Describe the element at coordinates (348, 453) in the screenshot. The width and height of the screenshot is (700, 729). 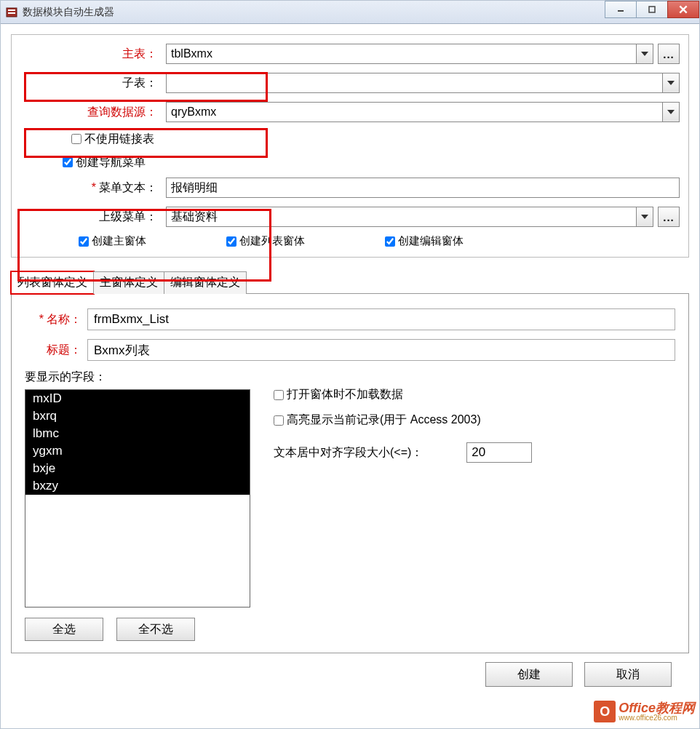
I see `align-label: 文本居中对齐字段大小(<=)：` at that location.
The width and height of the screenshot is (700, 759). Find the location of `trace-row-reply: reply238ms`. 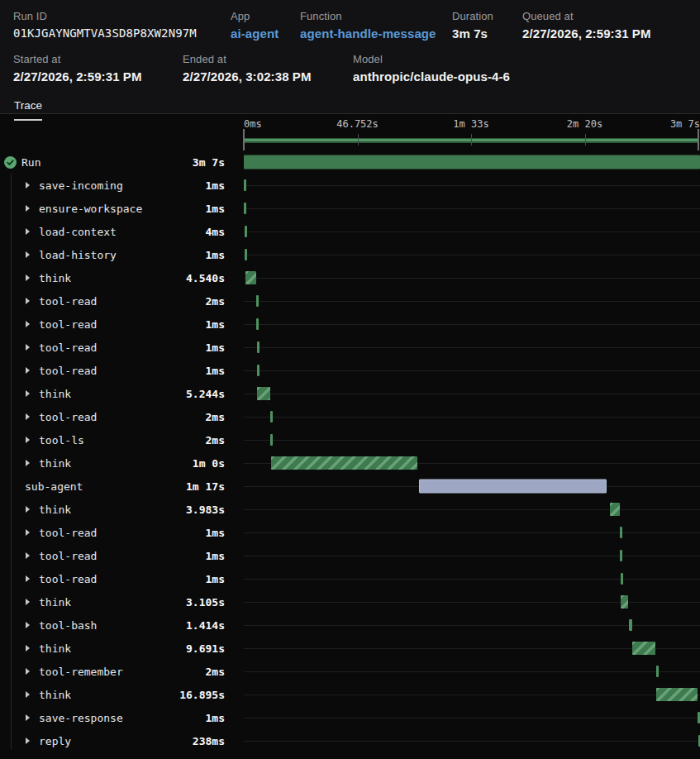

trace-row-reply: reply238ms is located at coordinates (350, 741).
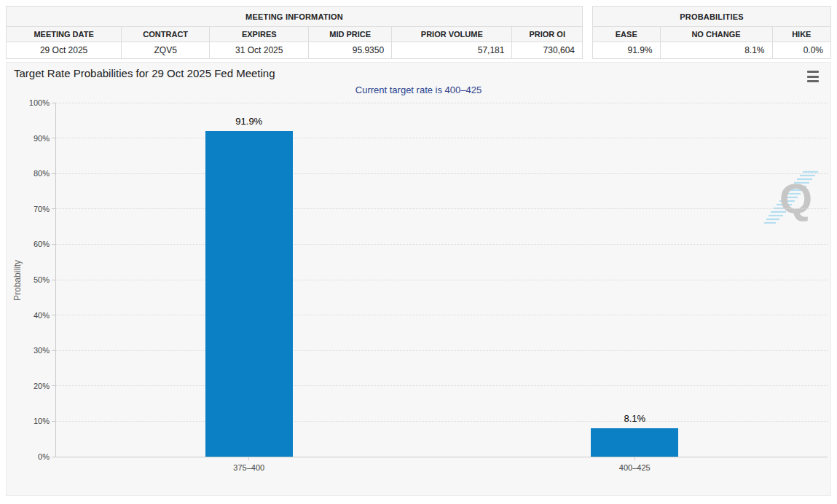 The height and width of the screenshot is (504, 837). I want to click on y-axis-label: 30%, so click(42, 350).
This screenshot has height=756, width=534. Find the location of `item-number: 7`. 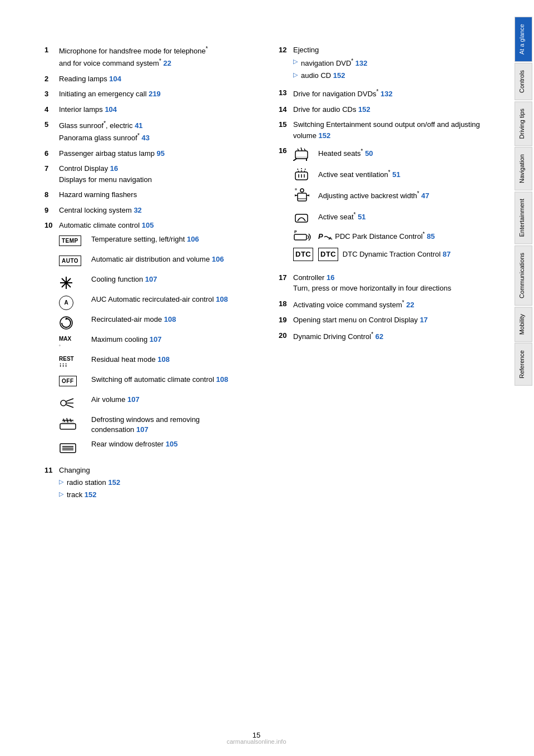

item-number: 7 is located at coordinates (50, 169).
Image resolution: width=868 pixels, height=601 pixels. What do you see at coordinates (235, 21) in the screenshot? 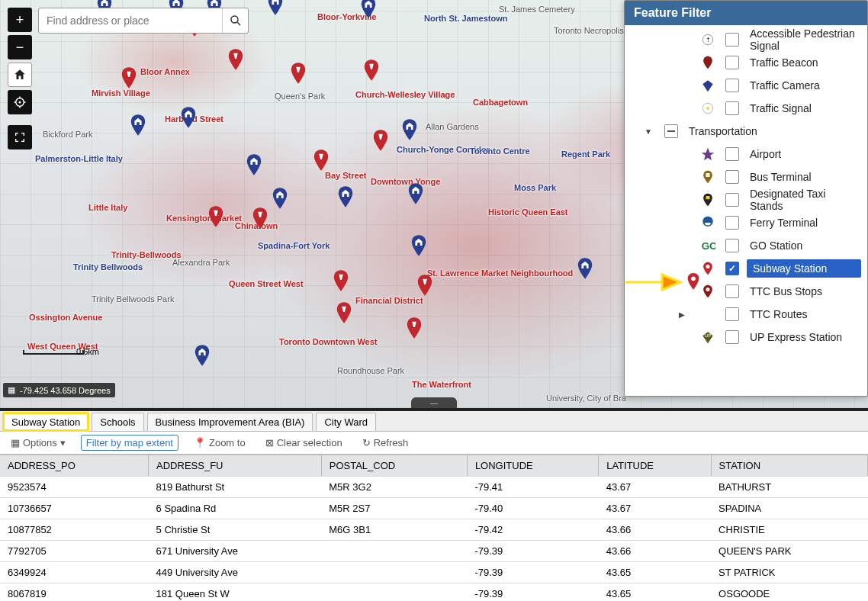
I see `search-icon` at bounding box center [235, 21].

○ ○ ○ ○ ○

• _TASK PROMPT_
Pictures don't belong in the copy. Restate all the entries exactly.

• _THE ANSWER_
Describe the element at coordinates (348, 453) in the screenshot. The width and height of the screenshot is (700, 729). 
I see `align-label: 文本居中对齐字段大小(<=)：` at that location.
The width and height of the screenshot is (700, 759). Find the location of `trace-row-reply: reply238ms`. 

trace-row-reply: reply238ms is located at coordinates (350, 741).
 The height and width of the screenshot is (504, 837). I want to click on y-axis-label: 30%, so click(42, 350).
This screenshot has height=756, width=534. Find the location of `item-number: 7`. 

item-number: 7 is located at coordinates (50, 169).
Image resolution: width=868 pixels, height=601 pixels. What do you see at coordinates (235, 21) in the screenshot? 
I see `search-icon` at bounding box center [235, 21].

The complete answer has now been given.